Mr. H. ought to have known (p. 87) that the unquestionable text of Rev. 5:10 is (not "we," but) "they shall reign." It is the glorified rejoicing that these also are to reign who suffer after their translation. These are to have a higher place than either the sealed of Israel, or the palm-bearing Gentile multitude, or the followers of the Lamb on Zion, blessed as they each and all shall be.

The chief error prophetically is his confounding the head of the Beast or Roman empire with the Antichrist who is the head of the Jews in Palestine. No doubt the Western emperor will support the Jews, as the king of the north (the last representative of the Graeco-Syrian power as in Dan. 8) will oppose them. Mr. H. makes the Western emperor of Dan. 7, the Eastern horn or king of the north, and "the king" of Dan. 11:36-39 to be the same individual. They are really three distinct persons, two of them allied, the other hostile. The little horn of Dan. 7 is the head of the revived Roman empire, and consequently the one answering to the Lucifer of Isa. 14; for Nebuchadnezzar was the first representative of that imperial system, of which the little horn will be the last. But "the king" who abruptly appears in Dan. 11:36-39 is the Antichrist, set up by Satan over the Jews in the land, and the object of assault to "the king of the north," who is the same power that is symbolised in Dan. 8:9-12 and explained in ver. 23-25. It is the last Roman emperor who comes before us in Dan. 9:27, "the prince that shall come," the future protector of the Antichrist.

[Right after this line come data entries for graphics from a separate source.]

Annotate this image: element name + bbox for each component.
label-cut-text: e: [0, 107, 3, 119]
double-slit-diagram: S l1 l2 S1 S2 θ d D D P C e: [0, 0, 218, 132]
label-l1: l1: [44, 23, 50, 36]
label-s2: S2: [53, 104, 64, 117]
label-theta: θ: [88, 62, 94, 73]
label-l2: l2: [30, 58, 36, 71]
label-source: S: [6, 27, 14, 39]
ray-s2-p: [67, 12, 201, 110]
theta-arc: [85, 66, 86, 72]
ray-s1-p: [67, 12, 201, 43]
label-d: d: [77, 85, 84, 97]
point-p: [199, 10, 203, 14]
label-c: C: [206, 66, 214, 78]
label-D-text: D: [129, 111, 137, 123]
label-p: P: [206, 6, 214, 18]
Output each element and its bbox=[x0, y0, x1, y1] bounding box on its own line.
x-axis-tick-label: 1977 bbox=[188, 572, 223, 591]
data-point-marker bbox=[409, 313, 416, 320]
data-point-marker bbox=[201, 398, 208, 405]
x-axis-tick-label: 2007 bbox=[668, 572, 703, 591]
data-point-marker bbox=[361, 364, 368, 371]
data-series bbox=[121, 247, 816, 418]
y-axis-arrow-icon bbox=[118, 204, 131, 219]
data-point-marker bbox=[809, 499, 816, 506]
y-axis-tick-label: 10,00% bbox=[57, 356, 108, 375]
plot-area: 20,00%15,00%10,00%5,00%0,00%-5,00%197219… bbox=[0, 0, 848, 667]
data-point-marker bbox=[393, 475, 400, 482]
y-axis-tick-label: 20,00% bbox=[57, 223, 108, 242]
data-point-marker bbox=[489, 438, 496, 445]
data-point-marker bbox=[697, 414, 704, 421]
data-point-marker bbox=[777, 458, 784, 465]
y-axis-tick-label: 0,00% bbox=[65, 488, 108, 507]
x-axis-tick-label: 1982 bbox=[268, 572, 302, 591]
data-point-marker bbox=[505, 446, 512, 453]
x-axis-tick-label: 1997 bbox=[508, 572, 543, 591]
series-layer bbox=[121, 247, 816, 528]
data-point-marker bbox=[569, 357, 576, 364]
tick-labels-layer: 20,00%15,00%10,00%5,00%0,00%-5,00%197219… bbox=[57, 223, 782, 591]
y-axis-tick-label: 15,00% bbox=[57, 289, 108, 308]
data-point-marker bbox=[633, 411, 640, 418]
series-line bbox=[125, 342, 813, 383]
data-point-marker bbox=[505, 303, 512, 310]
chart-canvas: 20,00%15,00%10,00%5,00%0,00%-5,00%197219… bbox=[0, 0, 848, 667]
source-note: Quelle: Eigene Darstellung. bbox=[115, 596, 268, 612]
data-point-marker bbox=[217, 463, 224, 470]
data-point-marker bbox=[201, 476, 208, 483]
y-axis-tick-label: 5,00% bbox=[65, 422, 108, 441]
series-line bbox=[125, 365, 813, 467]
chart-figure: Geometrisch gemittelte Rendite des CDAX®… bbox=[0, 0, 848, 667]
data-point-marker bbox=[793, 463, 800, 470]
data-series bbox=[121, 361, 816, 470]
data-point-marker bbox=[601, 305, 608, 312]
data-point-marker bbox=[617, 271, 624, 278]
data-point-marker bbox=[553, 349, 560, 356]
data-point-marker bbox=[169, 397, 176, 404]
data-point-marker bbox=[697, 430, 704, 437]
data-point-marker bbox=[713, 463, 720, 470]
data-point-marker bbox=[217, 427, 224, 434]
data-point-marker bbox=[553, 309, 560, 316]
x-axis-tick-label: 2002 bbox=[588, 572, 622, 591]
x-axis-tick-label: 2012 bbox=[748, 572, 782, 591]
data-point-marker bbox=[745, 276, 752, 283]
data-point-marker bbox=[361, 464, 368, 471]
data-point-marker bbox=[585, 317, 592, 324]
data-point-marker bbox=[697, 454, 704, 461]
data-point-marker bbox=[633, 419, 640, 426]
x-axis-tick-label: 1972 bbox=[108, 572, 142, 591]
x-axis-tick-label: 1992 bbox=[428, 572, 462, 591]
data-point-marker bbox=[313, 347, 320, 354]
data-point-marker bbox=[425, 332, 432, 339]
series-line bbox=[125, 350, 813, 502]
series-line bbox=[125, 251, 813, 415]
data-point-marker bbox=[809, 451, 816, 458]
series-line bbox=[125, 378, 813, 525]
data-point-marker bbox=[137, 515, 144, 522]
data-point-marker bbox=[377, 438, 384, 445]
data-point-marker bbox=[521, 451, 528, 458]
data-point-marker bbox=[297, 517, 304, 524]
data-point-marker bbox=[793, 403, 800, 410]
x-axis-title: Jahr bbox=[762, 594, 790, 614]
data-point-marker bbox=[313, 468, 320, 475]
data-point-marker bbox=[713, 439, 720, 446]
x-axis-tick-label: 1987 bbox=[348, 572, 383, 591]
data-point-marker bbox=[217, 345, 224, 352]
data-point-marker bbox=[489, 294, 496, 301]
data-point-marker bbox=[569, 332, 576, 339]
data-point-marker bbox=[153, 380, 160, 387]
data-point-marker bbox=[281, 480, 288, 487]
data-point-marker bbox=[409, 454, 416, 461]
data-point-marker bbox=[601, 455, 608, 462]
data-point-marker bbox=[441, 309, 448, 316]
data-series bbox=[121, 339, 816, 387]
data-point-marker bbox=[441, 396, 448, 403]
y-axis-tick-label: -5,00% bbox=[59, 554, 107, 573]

What is said of the ephah of Zech. 5 and of a future Babylon seems nothing but imagination, and derived from no good source. Assuredly Antichrist will reign not there, any more than in Rome, but over Palestine, and be attacked by both Egypt and the Syrian power. Such is the plain sense of the closing verses of Dan. 11. It is the Western empire that is represented in Rev. 17 as upholding, till with his ten vassal horns he turns and rends, "the great whore." But this is not "commerce," any more than a future city in the plain of Shinar. It is Rome, that idolatrous and corrupt system which, pretending to be the bride of Christ, committed fornication with the kings of the earth, and made men drunk with her wine, and persecuted the saints to death.

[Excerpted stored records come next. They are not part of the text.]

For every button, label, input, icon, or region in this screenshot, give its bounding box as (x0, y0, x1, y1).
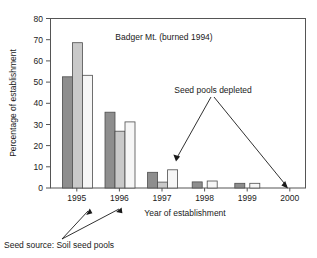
y-tick-label-50: 50 (34, 77, 44, 87)
x-tick-label-1995: 1995 (67, 193, 86, 203)
bar-1999-dark (235, 183, 245, 188)
x-tick-label-1996: 1996 (110, 193, 129, 203)
bar-chart-svg: 0 10 20 30 40 50 60 70 80 Percentage of … (0, 0, 317, 258)
bar-1995-white (82, 75, 92, 188)
y-tick-label-80: 80 (34, 14, 44, 24)
y-axis-tick-labels: 0 10 20 30 40 50 60 70 80 (34, 14, 44, 194)
x-tick-label-1998: 1998 (195, 193, 214, 203)
bar-1997-white (168, 170, 178, 188)
y-tick-label-0: 0 (38, 183, 43, 193)
annotation-seed-source: Seed source: Soil seed pools (4, 240, 114, 250)
x-axis-title: Year of establishment (144, 208, 226, 218)
bar-1996-dark (105, 112, 115, 188)
y-tick-label-30: 30 (34, 120, 44, 130)
y-tick-label-10: 10 (34, 162, 44, 172)
bar-1996-light (115, 131, 125, 188)
bar-1998-dark (192, 182, 202, 188)
chart-title: Badger Mt. (burned 1994) (115, 32, 213, 42)
y-tick-label-60: 60 (34, 56, 44, 66)
y-tick-label-20: 20 (34, 141, 44, 151)
chart-figure: 0 10 20 30 40 50 60 70 80 Percentage of … (0, 0, 317, 258)
y-axis-title: Percentage of establishment (8, 48, 18, 156)
bar-1996-white (125, 122, 135, 188)
bar-1995-dark (62, 77, 72, 188)
y-tick-label-70: 70 (34, 35, 44, 45)
bar-1999-light (250, 183, 260, 188)
x-tick-label-1999: 1999 (238, 193, 257, 203)
bar-1997-light (158, 182, 168, 188)
y-tick-label-40: 40 (34, 98, 44, 108)
annotation-seed-pools-depleted: Seed pools depleted (174, 85, 252, 95)
bar-1997-dark (148, 172, 158, 188)
bar-1995-light (72, 43, 82, 188)
x-tick-label-2000: 2000 (280, 193, 299, 203)
x-tick-label-1997: 1997 (153, 193, 172, 203)
bar-1998-white (207, 181, 217, 188)
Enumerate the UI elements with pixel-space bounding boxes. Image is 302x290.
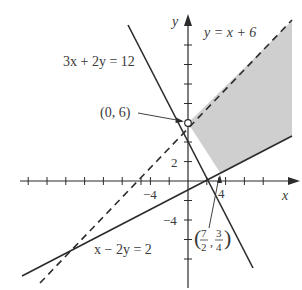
y-axis-arrow-icon: [184, 14, 192, 26]
y-tick-label-2: 2: [171, 155, 178, 170]
x-tick-label-neg4: −4: [143, 187, 157, 202]
point-label-7-2-3-4: ( 7 2 , 3 4 ): [194, 225, 231, 253]
y-axis: [184, 14, 192, 288]
pointer-arrow-0-6: [138, 113, 184, 123]
y-axis-label: y: [170, 14, 179, 29]
y-tick-label-neg4: −4: [163, 213, 177, 228]
arrowhead-icon: [176, 118, 185, 124]
x-axis-arrow-icon: [288, 177, 300, 185]
svg-text:2: 2: [201, 241, 207, 253]
open-point-0-6: [185, 120, 192, 127]
equation-label-y-equals-x-plus-6: y = x + 6: [202, 25, 256, 40]
svg-text:4: 4: [216, 241, 222, 253]
x-axis-label: x: [281, 188, 289, 203]
svg-text:3: 3: [216, 227, 222, 239]
svg-text:): ): [224, 225, 231, 250]
equation-label-3x-plus-2y-equals-12: 3x + 2y = 12: [63, 54, 135, 69]
svg-text:7: 7: [201, 227, 207, 239]
equation-label-x-minus-2y-equals-2: x − 2y = 2: [94, 242, 152, 257]
shaded-feasible-region: [188, 21, 292, 174]
x-tick-label-4: 4: [218, 186, 225, 201]
x-axis: [20, 177, 300, 185]
line-x-minus-2y-equals-2: [22, 136, 292, 276]
arrowhead-icon: [217, 175, 222, 183]
inequality-graph: y x −4 4 2 −4 y = x + 6 3x + 2y = 12 x −…: [0, 0, 302, 290]
point-label-0-6: (0, 6): [100, 105, 131, 121]
svg-text:,: ,: [210, 235, 213, 249]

The emperor of the West, and the Antichrist reigning in the Holy Land, are in the strictest alliance, but distinct, the one greater civilly, the other religiously, both the slaves of the dragon, the old serpent. It is the Antichrist, not the Western Beast, that is referred to by our Lord as coming in his own name, whom the Jews would receive, as they rejected Him Who came in His Father's name. The little horn of Daniel 7 becomes virtually the Beast, and is viewed in the Revelation as the last head of the Roman empire. "Tidings out of the east and out of the north shall trouble," not Antichrist but his enemy, the last king of the north (p. 151), See Dan. 11. Antichrist is the false prophet and king in the land. He does not attack his own people or capital; he is assailed by his north-eastern foe. And when the Beast comes to his aid, both are cast alive into the lake of fire, as is their great enemy subsequently. See the end of Isa. 30.

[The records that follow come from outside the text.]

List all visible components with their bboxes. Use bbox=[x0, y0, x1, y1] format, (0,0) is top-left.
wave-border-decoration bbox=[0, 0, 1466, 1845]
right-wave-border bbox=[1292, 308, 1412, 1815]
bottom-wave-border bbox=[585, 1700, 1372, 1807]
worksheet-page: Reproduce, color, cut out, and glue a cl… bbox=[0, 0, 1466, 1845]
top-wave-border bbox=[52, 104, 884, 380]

As Mr. H. is not at all free from the confusion which prevails as to the evil powers then to be on earth, so he misunderstands the distinct righteous companies in the Revelation. Neither the sealed Israelites nor the palm-bearing Gentiles in Rev. 7 are martyrs or even dead but living men, as are those on Mount Zion in Rev. 14. The earlier martyrs seen in Rev. 6:9-11, the later in Rev. 15, both raised in Rev. 20:4 after the translated saints come forth and sit on thrones.

It is really grave heterodoxy that any saints have to work and do for themselves what has been fully and freely done for us" (p. 138). This is no gospel at any time, but mere self-righteousness. What can Mr. H. (an evangelist too) be dreaming about? Is it not inexcusable error?

The sixth seal is wrongly applied to the Lord's appearing. It is quite an early judgment, which so alarms men that they say the day of His wrath is come. When it actually arrives, they are hardened and bold; but this is not till considerably afterward.

If these remarks wound, they are the wounds of a friend. If the flaws were corrected, the book would be much more helpful as well as a truer testimony in the Lord's eyes.